I've got some ideas for a workaround for that, but I haven't decided on one or implemented it yet:

(A) would involve having my mod viewer always run before the game and be the place people enable and disable mods rather than using the in-game screen. If it detects a mod that hasn't been installed into mods.sqlite yet, it could either (1) know the mod should be enabled because the user selected it, or because it parsed the EnabledByDefault element; (2) actually update mods.sqlite itself--I'm parsing all the info needed to do so, but that wouldn't be very future proof if they add more elements to .modinfo later; or (3) shell Civ6 in a hidden window to get the mod installled, then kill it (Civ6, not the mod, that is).

(B) would involve having the injected DLL rescan mods.sqlite any time the game has updated it to look for mods now enabled that weren't enabled on startup and which contain files that need to be redirected at startup, and inform the user that Civ6 needs to restart to implement the changes--and then maybe go ahead and restart it for them. That probably needs to be part of any solution, as it will also take care of mods they manually turn on or off in the game.

(C) A combination of (A) and (B).

I also still don't have a good solution for loading games with a different mod set than the ones currently enabled--the only solution I've got so far is to require users to manually enable and disable mods to match a saved game before they load it.

What I really need is a way to force the game to reload the things it loads on startup again after startup, but that isn't simple, and I suspect that's the reason Firaxis is taking so long to improve the modding system, they've got to rework that code to make reloading possible which probably means changing a lot of hard-coded stuff.

The mod viewer in (A) would basically be a slimmed down version of my Mod Manager with only the parts useful for a user--i.e., without the parts for modders like viewing file differences, manually-aided mod merging, etc.
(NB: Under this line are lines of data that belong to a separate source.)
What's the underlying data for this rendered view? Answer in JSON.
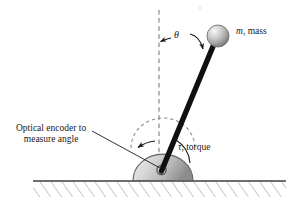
{
  "figure": {
    "background_color": "#ffffff",
    "width": 293,
    "height": 210
  },
  "labels": {
    "mass_symbol": "m",
    "mass_text": ", mass",
    "theta": "θ",
    "torque_symbol": "τ",
    "torque_text": ", torque",
    "encoder_line1": "Optical encoder to",
    "encoder_line2": "measure angle"
  },
  "colors": {
    "ink": "#1a1a1a",
    "rod": "#111111",
    "dashed_line": "#8c8c8c",
    "hatch": "#9a9a9a",
    "ground_line": "#444444",
    "sphere_light": "#f2f2f2",
    "sphere_mid": "#b9b9b9",
    "sphere_dark": "#7e7e7e",
    "base_light": "#e8e8e8",
    "base_mid": "#c2c2c2",
    "base_dark": "#8f8f8f",
    "base_outline": "#5e5e5e"
  },
  "geometry": {
    "pivot_x": 161,
    "pivot_y": 170,
    "vertical_dashed_x": 159,
    "vertical_dashed_top_y": 10,
    "vertical_dashed_bottom_y": 180,
    "rod_tip_x": 214,
    "rod_tip_y": 44,
    "rod_width": 5.5,
    "mass_center_x": 218,
    "mass_center_y": 36,
    "mass_radius": 11,
    "base_center_x": 163,
    "base_radius_x": 30,
    "base_radius_y": 26,
    "ground_y": 181,
    "ground_x_start": 33,
    "ground_x_end": 286,
    "hatch_bottom_y": 197,
    "angle_degrees": 23
  },
  "annotations": {
    "theta_arc_label": "θ",
    "theta_arrow_to_vertical": true,
    "theta_arrow_to_rod": true,
    "torque_arc": true,
    "encoder_pointer": true,
    "encoder_arc_arrow": true
  }
}
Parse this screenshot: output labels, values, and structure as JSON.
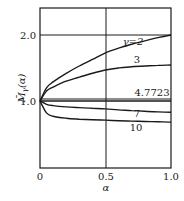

It would list all the installed mods with version, title, teaser, and author information, and whether they were enabled or not; let the user enabled, disable, or delete them; warn if 2 enabled mods had a detectable conflict (in terms of <ImportFiles> or start-up redirected files, I'm not going to parse the <UpdateDatabase> files and try to figure out what database changes might conflict at this point); allow them to group mods together to be enabled or disabled all at once; allow clicking to shell to a website if the .modinfo contained one; and let users install new mods by selecting a .zip, .7z, .gz, etc. file which it would then unpack to the mods directory for them (for users who have trouble figuring out how to unpack mods to the right place). I've got most of that coded in my Mod Manager already, I'd just need to put a simpler UI in front of it.

BTW, they got rid of <EnabledAtStartup> in the last patch and replaced it with <DisabledAtStartup>. I think all that element does is turn the mod off every time the game starts, which you really only want to do for the tutorial (the only .modinfo that uses it), so everything without <EnabledAtStartup> was defaulting to 1 for it; and since it makes more sense for a default value to be 0 than 1, they changed it to <DisabledAtStartup> so the default value could be 0 if the element isn't present.
 
After a quick review of the new Poland_Jadwiga DLC, it looks like most of what I was going to do with this project they've already fixed:

I see a new <Icons> element;
It looks like <ModArt> is finally working;
<GameScripts> now apparently work on reload.

I'm got some testing to do, but this entire project is probably no longer needed.